House debates

Tuesday, 19 June 2018

Adjournment

Employment

7:55 pm

Photo of Damian DrumDamian Drum (Murray, National Party, Assistant Minister to the Deputy Prime Minister) Share this | Hansard source

It has been increasingly brought to my attention throughout the electorate of Murray by a wide range of businesses that businesses are having difficulty sourcing the skilled workers that they need. This is restricting their businesses in sustaining their current levels of production and also their opportunities to move forward. Many businesses have expressed this inability to take on additional work because they simply have a lack of the skilled and unskilled workers that they need. This is stopping them from attaining further contracts to take their business into another sphere. With our current buoyant economic conditions, this shortage of skilled workers is also retarding the ability of these businesses to grow into different spheres—not just in the exact same areas that they are currently operating within.

Last Tuesday, I had the opportunity of hosting the Minister for Small and Family Business, the Workplace and Deregulation, Craig Laundy. During the minister's visit, we brought a range of business owners and CEOs together for a roundtable meeting with the minister. Around the table we had engineers, primary producers, meat processors, mechanics and hospitality and aged-care providers represented, and they told the minister of their daily battle to try to find the right labour. The common topic for all of these businesses was how difficult it is to source the labour that they need.

One car dealership proprietor in Shepparton who employs 33 staff and four apprentices told me that, due to his skills shortages, the only way that he can get through his daily business is to try to recruit staff from overseas, and the overseas workers that he has are very highly regarded both within the business and by the customers. This business owner pointed out that the Motor Trades Association of Australia completed an exhaustive survey in August 2017. This survey found that Australia needed an additional 16,000 motor mechanics and at least 2,500 diesel mechanics.

We've also had the example of Shepparton Retirement Villages, the largest regional aged-care provider in Victoria, which employs just over 400 staff. They care for over 700 elderly patients at any one given time over six different residential care facilities and 271 independent living units, and they're all located in greater Shepparton. They struggle to find aged-care workers because it is not seen as an attractive option when compared to nursing or to medicine. They also have trouble with the institutions that are preparing to train these people in aged care. These institutions are trying to get them job ready, making sure that the carers are fully qualified and that they've spent enough time in clinical placements so that they have enough experience. The industry is telling me that it's very difficult to attract workers into the aged-care sector, and that is something that we need to be up-front about.

We've also had an amount of businesses that cannot find welders, fitters and turners and metalworkers. This is not just a matter of not being able to find fruit pickers or dairy hands anymore; this is not just a matter of agriculture. Some of those dirty jobs working in the abattoirs—that shortage has been around for 10 to 15 years, and we've had to get others from outside of Australia to come and do this dirty work. That's what we're finding now, even in a large regional city like Shepparton, and I also find this in many other large regional cities, as to many of the jobs. But the motor mechanic that I recently visited has perfect weather control so that they don't experience the heat or the cold; the temperature is controlled throughout the garage. It's like a laboratory, clear of any grease and oil; most of the members are in fact more like laboratory workers. So we need to put some balance into this issue, we need to take away the politics of this issue and we need to make it as easy as we can. If these people cannot find Australians to work in these areas, we need to make it easier to find people from overseas to take these jobs.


### THE PROBLEM
Determine how many lines in the entries below hold "area". Respond with that number only.

### EXERCISE MATERIALS
◇ ◇ ◇

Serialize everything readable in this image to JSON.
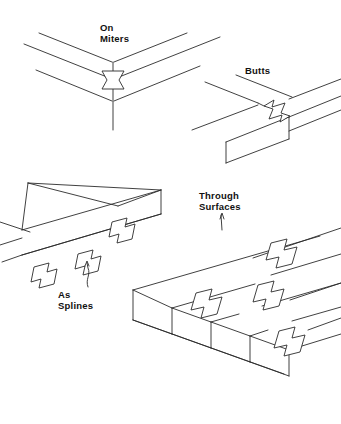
{
  "page": {
    "background_color": "#ffffff",
    "ink_color": "#2b2b2b",
    "width": 341,
    "height": 424
  },
  "labels": {
    "on_miters": {
      "line1": "On",
      "line2": "Miters"
    },
    "butts": {
      "line1": "Butts"
    },
    "through_surfaces": {
      "line1": "Through",
      "line2": "Surfaces"
    },
    "as_splines": {
      "line1": "As",
      "line2": "Splines"
    }
  },
  "figures": [
    {
      "id": "on-miters",
      "label": "On Miters",
      "description": "Mitered corner of two boards joined with a single butterfly key spanning the miter line",
      "key_count": 1
    },
    {
      "id": "butts",
      "label": "Butts",
      "description": "Butt joint of two boards with one butterfly key set across the joint on the top surface",
      "key_count": 1
    },
    {
      "id": "as-splines",
      "label": "As Splines",
      "description": "Butterfly keys used as splines inserted into the edge face of a board",
      "key_count": 3
    },
    {
      "id": "through-surfaces",
      "label": "Through Surfaces",
      "description": "Butterfly keys set through the top surface of a wide glued-up panel across multiple boards",
      "key_count": 4
    }
  ],
  "figure_count": 4,
  "total_keys": 9
}
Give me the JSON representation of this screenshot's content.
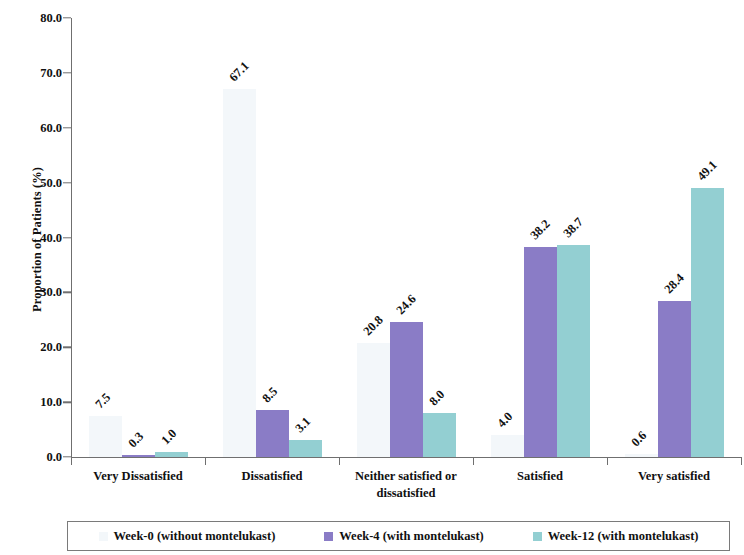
{
  "chart_data": {
    "type": "bar",
    "title": "",
    "xlabel": "",
    "ylabel": "Proportion of Patients (%)",
    "ylim": [
      0,
      80
    ],
    "ytick_labels": [
      "0.0",
      "10.0",
      "20.0",
      "30.0",
      "40.0",
      "50.0",
      "60.0",
      "70.0",
      "80.0"
    ],
    "ytick_values": [
      0,
      10,
      20,
      30,
      40,
      50,
      60,
      70,
      80
    ],
    "grid": false,
    "legend_position": "bottom",
    "categories": [
      "Very Dissatisfied",
      "Dissatisfied",
      "Neither satisfied or dissatisfied",
      "Satisfied",
      "Very satisfied"
    ],
    "category_lines": [
      [
        "Very Dissatisfied"
      ],
      [
        "Dissatisfied"
      ],
      [
        "Neither satisfied or",
        "dissatisfied"
      ],
      [
        "Satisfied"
      ],
      [
        "Very satisfied"
      ]
    ],
    "series": [
      {
        "name": "Week-0 (without montelukast)",
        "color": "#f3f7fa",
        "values": [
          7.5,
          67.1,
          20.8,
          4.0,
          0.6
        ],
        "labels": [
          "7.5",
          "67.1",
          "20.8",
          "4.0",
          "0.6"
        ]
      },
      {
        "name": "Week-4 (with montelukast)",
        "color": "#8a7cc6",
        "values": [
          0.3,
          8.5,
          24.6,
          38.2,
          28.4
        ],
        "labels": [
          "0.3",
          "8.5",
          "24.6",
          "38.2",
          "28.4"
        ]
      },
      {
        "name": "Week-12 (with montelukast)",
        "color": "#93cfd2",
        "values": [
          1.0,
          3.1,
          8.0,
          38.7,
          49.1
        ],
        "labels": [
          "1.0",
          "3.1",
          "8.0",
          "38.7",
          "49.1"
        ]
      }
    ]
  },
  "axis": {
    "y_title": "Proportion of Patients (%)"
  },
  "legend": {
    "items": [
      {
        "label": "Week-0 (without montelukast)",
        "color": "#f3f7fa"
      },
      {
        "label": "Week-4 (with montelukast)",
        "color": "#8a7cc6"
      },
      {
        "label": "Week-12 (with montelukast)",
        "color": "#93cfd2"
      }
    ]
  }
}
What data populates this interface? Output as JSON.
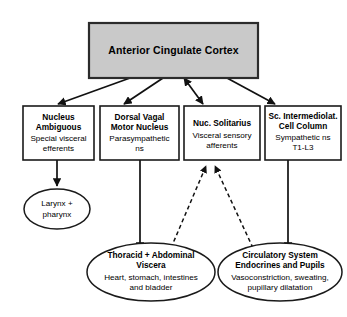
{
  "diagram": {
    "type": "flowchart",
    "colors": {
      "top_box_fill": "#c9c9c9",
      "box_fill": "#ffffff",
      "stroke": "#111111",
      "background": "#ffffff"
    },
    "top_node": {
      "id": "anterior-cingulate-cortex",
      "label": "Anterior Cingulate Cortex"
    },
    "nuclei": [
      {
        "id": "nucleus-ambiguous",
        "head_line1": "Nucleus",
        "head_line2": "Ambiguous",
        "sub_line1": "Special visceral",
        "sub_line2": "efferents",
        "sub_line3": ""
      },
      {
        "id": "dorsal-vagal-motor-nucleus",
        "head_line1": "Dorsal Vagal",
        "head_line2": "Motor Nucleus",
        "sub_line1": "Parasympathetic",
        "sub_line2": "ns",
        "sub_line3": ""
      },
      {
        "id": "nuc-solitarius",
        "head_line1": "Nuc. Solitarius",
        "head_line2": "",
        "sub_line1": "Visceral sensory",
        "sub_line2": "afferents",
        "sub_line3": ""
      },
      {
        "id": "sc-intermediolateral-cell-column",
        "head_line1": "Sc. Intermediolat.",
        "head_line2": "Cell Column",
        "sub_line1": "Sympathetic ns",
        "sub_line2": "T1-L3",
        "sub_line3": ""
      }
    ],
    "targets": [
      {
        "id": "larynx-pharynx",
        "head_line1": "",
        "head_line2": "",
        "plain_line1": "Larynx +",
        "plain_line2": "pharynx"
      },
      {
        "id": "thoracic-abdominal-viscera",
        "head_line1": "Thoracid + Abdominal",
        "head_line2": "Viscera",
        "sub_line1": "Heart, stomach, intestines",
        "sub_line2": "and bladder"
      },
      {
        "id": "circulatory-system-endocrines-pupils",
        "head_line1": "Circulatory System",
        "head_line2": "Endocrines and Pupils",
        "sub_line1": "Vasoconstriction, sweating,",
        "sub_line2": "pupillary dilatation"
      }
    ],
    "edges": [
      {
        "id": "acc-to-nucleus-ambiguous",
        "style": "solid",
        "direction": "down"
      },
      {
        "id": "acc-to-dorsal-vagal",
        "style": "solid",
        "direction": "down"
      },
      {
        "id": "acc-to-nuc-solitarius",
        "style": "solid",
        "direction": "bidirectional"
      },
      {
        "id": "acc-to-sc-intermediolateral",
        "style": "solid",
        "direction": "down"
      },
      {
        "id": "nucleus-ambiguous-to-larynx",
        "style": "solid",
        "direction": "down"
      },
      {
        "id": "dorsal-vagal-to-thoracic",
        "style": "solid",
        "direction": "down"
      },
      {
        "id": "sc-intermediolateral-to-circulatory",
        "style": "solid",
        "direction": "down"
      },
      {
        "id": "thoracic-to-nuc-solitarius",
        "style": "dashed",
        "direction": "up"
      },
      {
        "id": "circulatory-to-nuc-solitarius",
        "style": "dashed",
        "direction": "up"
      }
    ]
  }
}
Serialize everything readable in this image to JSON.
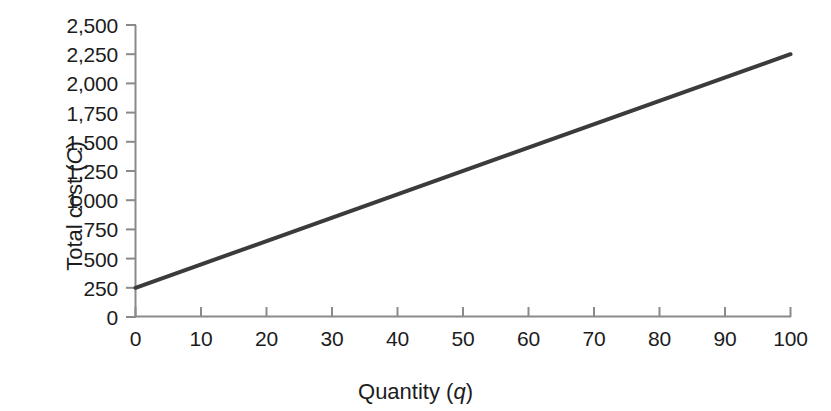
{
  "chart_data": {
    "type": "line",
    "title": "",
    "xlabel": "Quantity (q)",
    "ylabel": "Total cost (C)",
    "xlabel_text": "Quantity",
    "xlabel_var": "q",
    "ylabel_text": "Total cost",
    "ylabel_var": "C",
    "xlim": [
      0,
      100
    ],
    "ylim": [
      0,
      2500
    ],
    "grid": false,
    "legend": "none",
    "x_ticks": [
      0,
      10,
      20,
      30,
      40,
      50,
      60,
      70,
      80,
      90,
      100
    ],
    "x_tick_labels": [
      "0",
      "10",
      "20",
      "30",
      "40",
      "50",
      "60",
      "70",
      "80",
      "90",
      "100"
    ],
    "y_ticks": [
      0,
      250,
      500,
      750,
      1000,
      1250,
      1500,
      1750,
      2000,
      2250,
      2500
    ],
    "y_tick_labels": [
      "0",
      "250",
      "500",
      "750",
      "1,000",
      "1,250",
      "1,500",
      "1,750",
      "2,000",
      "2,250",
      "2,500"
    ],
    "series": [
      {
        "name": "Total cost",
        "equation": "C = 250 + 20q",
        "intercept": 250,
        "slope": 20,
        "color": "#3b3b3b",
        "line_width": 4,
        "x": [
          0,
          10,
          20,
          30,
          40,
          50,
          60,
          70,
          80,
          90,
          100
        ],
        "values": [
          250,
          450,
          650,
          850,
          1050,
          1250,
          1450,
          1650,
          1850,
          2050,
          2250
        ]
      }
    ],
    "axis_color": "#8a8a8a",
    "background": "#ffffff"
  }
}
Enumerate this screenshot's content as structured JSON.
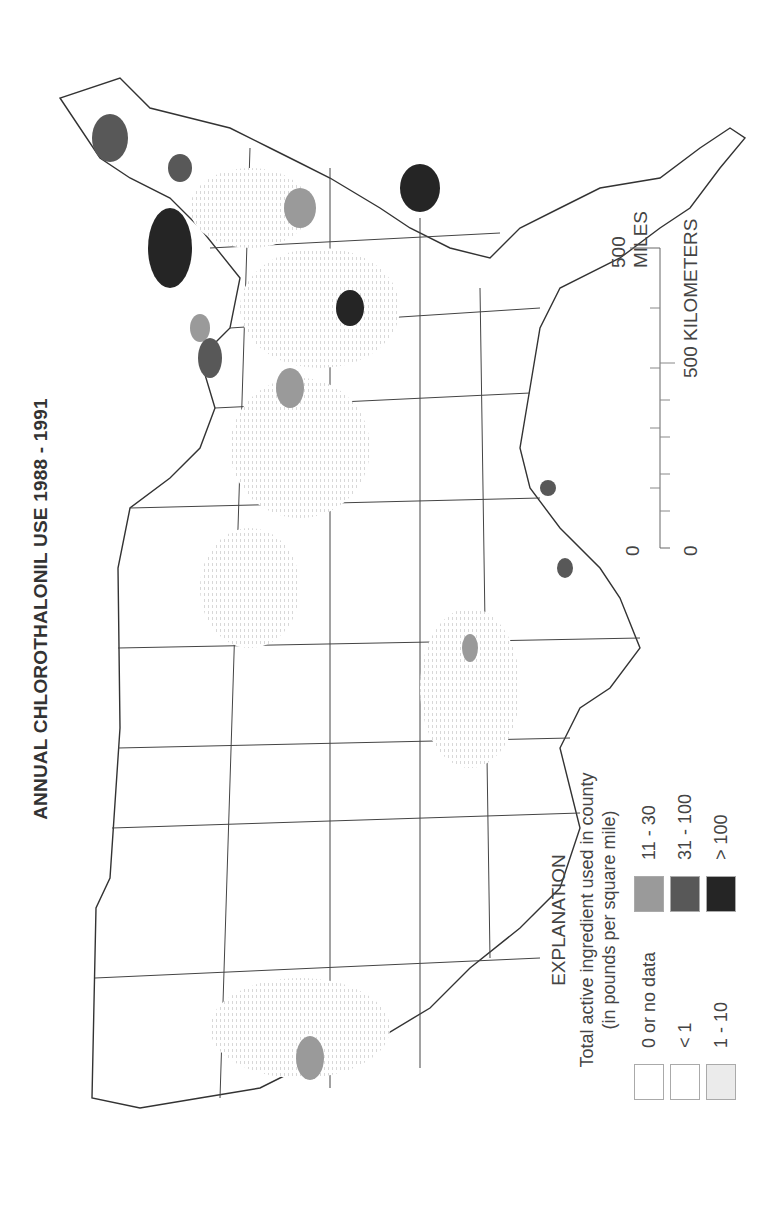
{
  "title": "ANNUAL CHLOROTHALONIL  USE 1988 - 1991",
  "legend": {
    "heading": "EXPLANATION",
    "subtitle_line1": "Total active ingredient used in county",
    "subtitle_line2": "(in pounds per square mile)",
    "items": [
      {
        "label": "0 or no data",
        "color": "#ffffff"
      },
      {
        "label": "< 1",
        "color": "#ffffff"
      },
      {
        "label": "1 - 10",
        "color": "#ebebeb"
      },
      {
        "label": "11 - 30",
        "color": "#9a9a9a"
      },
      {
        "label": "31 - 100",
        "color": "#585858"
      },
      {
        "label": "> 100",
        "color": "#252525"
      }
    ]
  },
  "scale_bar": {
    "miles_zero": "0",
    "miles_label": "500 MILES",
    "km_zero": "0",
    "km_label": "500 KILOMETERS"
  },
  "map": {
    "region": "Conterminous United States",
    "orientation": "rotated 90 degrees counter-clockwise",
    "hotspots": [
      {
        "area": "Florida",
        "class": "31 - 100 / > 100"
      },
      {
        "area": "Georgia / Carolinas coastal plain",
        "class": "> 100"
      },
      {
        "area": "Delmarva / New Jersey",
        "class": "> 100"
      },
      {
        "area": "Long Island / Connecticut",
        "class": "31 - 100"
      },
      {
        "area": "Western Michigan / Lake Michigan shore",
        "class": "31 - 100"
      },
      {
        "area": "Southern Texas",
        "class": "31 - 100"
      },
      {
        "area": "Central Valley California",
        "class": "11 - 30"
      }
    ]
  }
}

◇ ◇ ◇

### TASK SOLUTION
7